GC for pure functions -- implementation ideas

Don nospam at nospam.com
Fri Apr 15 13:12:34 PDT 2011


I noticed a lively discussion in Bugzilla about the GC, with speculation 
about the impact of a precise GC on speed.
But it seems to me that a dedicated GC for pure functions has enormous 
unexplored potential, and might be relatively easy to implement.

LEAKY FUNCTIONS

Define a 'leaky' pure function as a pure function which can return
heap-allocated memory to the caller, ie, where the return value or a
parameter passed by reference has at least one pointer or reference
type. This can be determined simply by inspecting the signature. (Note
that the function does not need to be immutably pure).

The interesting thing is that heap allocation inside non-leaky pure
functions behaves like stack allocation. When you return from that
function, *all* those variables are unreachable, and can be discarded en 
masse. Here's an idea of how to exploit this.

THE PURE HEAP

Create a pure heap for each thread. This is a heap which can only be
used by pure functions. I present some simplistic code, with the
simplest possible implementation: just a big block of memory with a 
thread local 'stack pointer' which points to the first free slot.

static ubyte *heap; // initialized to big chunk of RAM.
static size_t stackptr = 0;
static size_t savedstackptr = 0;

For *non-leaky* pure functions: if any of the functions it calls are 
leaky, or if it makes any memory allocations, then call a HeapEnter 
function (in the druntime) at the start, and a HeapExit function at the 
end. Leaky pure functions don't get this prologue and epilogue code.
Non-leaky pure functions that don't do memory allocation are simply 
ignored. (Note that the compiler can determine if a function makes any 
memory allocations, simply by inspecting its body -- it isn't any more 
difficult than checking if it is nothrow).

void pureHeapEnter()
{
     cast(ubyte *)(heap + stackptr) = savedstackptr;
     savedstackptr = stackptr;
     stackptr += size_t.sizeof;
}

void pureHeapExit()
{
     stackptr = savedstackptr;  // instant GC!!
     savedstackptr = cast(ubyte *)(heap +stackptr);
}

The pureHeapExit function has the effect of instantly (and precisely!)
collecting all of the memory allocated in the non-leaky pure function 
and in every leaky function that it called.

In any pure function, leaky or non-leaky, when memory is allocated, call
pureMalloc instead of gcMalloc when allocating. (Non-leaky pure 
functions will of course always allocate on the pure heap.).

void *pureMalloc(int nbytes)
{
     if (!stackptr)
         return gcMalloc(nbytes); // we're leaky, do a normal malloc
     // we can use the pure heap
     auto r = heap + stackptr;
     stackptr += nbytes;
     return r;
}

REFINEMENTS
We can make this scheme more generally applicable. If there is a leaky 
return value which is cheap to copy, then we can pretend the function is 
non-leaky: at exit, if we were called with stackptr == 0, then we copy 
(deepdup) the return value to the gc heap, before calling pureHeapExit. 
If stackptr was non-zero, we don't need to copy it.

COMPLICATIONS
Classes with finalizers are an annoying complication. But again, we can 
look at all the functions we call, and all the 'new' operations we 
perform, to see if any finalizers exist. Maybe we could even have a 
separate finalizer heap?

Exceptions are the biggest nuisance, since they can also leak 
heap-allocated memory. A catch handler in a non-pure function would need 
to check to see if the pure heap 'stackpointer' is non-zero, and if so, 
it would need to do a deep dup of the exception, then clear the pure 
heap. Any pure function (leaky or not) which contains a catch handler 
would need to record the value of the savedstackptr at entry to the 
function, and the catch handler would need to unwind the pure heap until 
we get back to it.

In reality, things are going to be a bit more complicated than this. But
it seems to me that conceptually, something like this could still stay 
fairly simple and be very, very fast. With no changes required to the 
language, and not even any changes required to existing code.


*EXERCISE*
The reply must consist of one number: how many lines of the data include the word "emissions".

Data entries for graphics
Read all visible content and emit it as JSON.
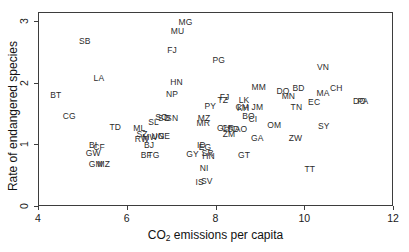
{
  "chart_data": {
    "type": "scatter",
    "title": "",
    "xlabel": "CO2 emissions per capita",
    "xlabel_main": "CO",
    "xlabel_sub": "2",
    "xlabel_rest": " emissions per capita",
    "ylabel": "Rate of endangered species",
    "xlim": [
      4,
      12
    ],
    "ylim": [
      0,
      3.15
    ],
    "xticks": [
      4,
      6,
      8,
      10,
      12
    ],
    "yticks": [
      0,
      1,
      2,
      3
    ],
    "grid": false,
    "legend": null,
    "marker": "text-label",
    "points": [
      {
        "label": "MG",
        "x": 7.3,
        "y": 3.01
      },
      {
        "label": "MU",
        "x": 7.12,
        "y": 2.85
      },
      {
        "label": "SB",
        "x": 5.03,
        "y": 2.7
      },
      {
        "label": "FJ",
        "x": 7.0,
        "y": 2.55
      },
      {
        "label": "PG",
        "x": 8.05,
        "y": 2.38
      },
      {
        "label": "VN",
        "x": 10.4,
        "y": 2.28
      },
      {
        "label": "LA",
        "x": 5.35,
        "y": 2.09
      },
      {
        "label": "HN",
        "x": 7.1,
        "y": 2.03
      },
      {
        "label": "MM",
        "x": 8.95,
        "y": 1.95
      },
      {
        "label": "BD",
        "x": 9.85,
        "y": 1.94
      },
      {
        "label": "CH",
        "x": 10.7,
        "y": 1.93
      },
      {
        "label": "BT",
        "x": 4.38,
        "y": 1.82
      },
      {
        "label": "NP",
        "x": 7.0,
        "y": 1.84
      },
      {
        "label": "DO",
        "x": 9.5,
        "y": 1.88
      },
      {
        "label": "MA",
        "x": 10.4,
        "y": 1.85
      },
      {
        "label": "MN",
        "x": 9.62,
        "y": 1.81
      },
      {
        "label": "FJ2",
        "x": 8.18,
        "y": 1.79
      },
      {
        "label": "TZ",
        "x": 8.14,
        "y": 1.74
      },
      {
        "label": "LK",
        "x": 8.62,
        "y": 1.74
      },
      {
        "label": "DO2",
        "x": 11.22,
        "y": 1.72
      },
      {
        "label": "PA",
        "x": 11.3,
        "y": 1.72
      },
      {
        "label": "EC",
        "x": 10.2,
        "y": 1.7
      },
      {
        "label": "CM",
        "x": 8.58,
        "y": 1.63
      },
      {
        "label": "KH",
        "x": 8.6,
        "y": 1.6
      },
      {
        "label": "PY",
        "x": 7.86,
        "y": 1.64
      },
      {
        "label": "JM",
        "x": 8.92,
        "y": 1.62
      },
      {
        "label": "TN",
        "x": 9.8,
        "y": 1.62
      },
      {
        "label": "CG",
        "x": 4.68,
        "y": 1.47
      },
      {
        "label": "SO",
        "x": 6.76,
        "y": 1.46
      },
      {
        "label": "SD",
        "x": 6.82,
        "y": 1.45
      },
      {
        "label": "SN",
        "x": 7.0,
        "y": 1.45
      },
      {
        "label": "MZ",
        "x": 7.72,
        "y": 1.45
      },
      {
        "label": "BO",
        "x": 8.72,
        "y": 1.47
      },
      {
        "label": "CI",
        "x": 8.82,
        "y": 1.43
      },
      {
        "label": "SL",
        "x": 6.58,
        "y": 1.38
      },
      {
        "label": "MR",
        "x": 7.7,
        "y": 1.36
      },
      {
        "label": "TD",
        "x": 5.72,
        "y": 1.3
      },
      {
        "label": "ML",
        "x": 6.26,
        "y": 1.28
      },
      {
        "label": "GH",
        "x": 8.16,
        "y": 1.29
      },
      {
        "label": "CR",
        "x": 8.26,
        "y": 1.28
      },
      {
        "label": "SD2",
        "x": 8.38,
        "y": 1.26
      },
      {
        "label": "AO",
        "x": 8.55,
        "y": 1.26
      },
      {
        "label": "OM",
        "x": 9.3,
        "y": 1.33
      },
      {
        "label": "SY",
        "x": 10.42,
        "y": 1.32
      },
      {
        "label": "SZ",
        "x": 6.32,
        "y": 1.18
      },
      {
        "label": "ZM",
        "x": 8.28,
        "y": 1.18
      },
      {
        "label": "MW",
        "x": 6.5,
        "y": 1.14
      },
      {
        "label": "UG",
        "x": 6.68,
        "y": 1.16
      },
      {
        "label": "NE",
        "x": 6.82,
        "y": 1.16
      },
      {
        "label": "RW",
        "x": 6.32,
        "y": 1.1
      },
      {
        "label": "GA",
        "x": 8.92,
        "y": 1.12
      },
      {
        "label": "ZW",
        "x": 9.78,
        "y": 1.12
      },
      {
        "label": "BI",
        "x": 5.22,
        "y": 1.0
      },
      {
        "label": "CF",
        "x": 5.35,
        "y": 0.98
      },
      {
        "label": "BJ",
        "x": 6.48,
        "y": 1.01
      },
      {
        "label": "ID",
        "x": 7.66,
        "y": 1.0
      },
      {
        "label": "EG",
        "x": 7.74,
        "y": 0.98
      },
      {
        "label": "GW",
        "x": 5.22,
        "y": 0.88
      },
      {
        "label": "BF",
        "x": 6.42,
        "y": 0.84
      },
      {
        "label": "TG",
        "x": 6.58,
        "y": 0.84
      },
      {
        "label": "GY",
        "x": 7.46,
        "y": 0.86
      },
      {
        "label": "SR",
        "x": 7.8,
        "y": 0.87
      },
      {
        "label": "HN2",
        "x": 7.82,
        "y": 0.83
      },
      {
        "label": "GT",
        "x": 8.62,
        "y": 0.84
      },
      {
        "label": "GM",
        "x": 5.28,
        "y": 0.7
      },
      {
        "label": "MZ2",
        "x": 5.46,
        "y": 0.7
      },
      {
        "label": "NI",
        "x": 7.72,
        "y": 0.63
      },
      {
        "label": "TT",
        "x": 10.1,
        "y": 0.62
      },
      {
        "label": "IS",
        "x": 7.62,
        "y": 0.4
      },
      {
        "label": "SV",
        "x": 7.78,
        "y": 0.42
      }
    ]
  },
  "axes": {
    "x_tick_labels": [
      "4",
      "6",
      "8",
      "10",
      "12"
    ],
    "y_tick_labels": [
      "0",
      "1",
      "2",
      "3"
    ]
  }
}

*TASK RESPONSE*
2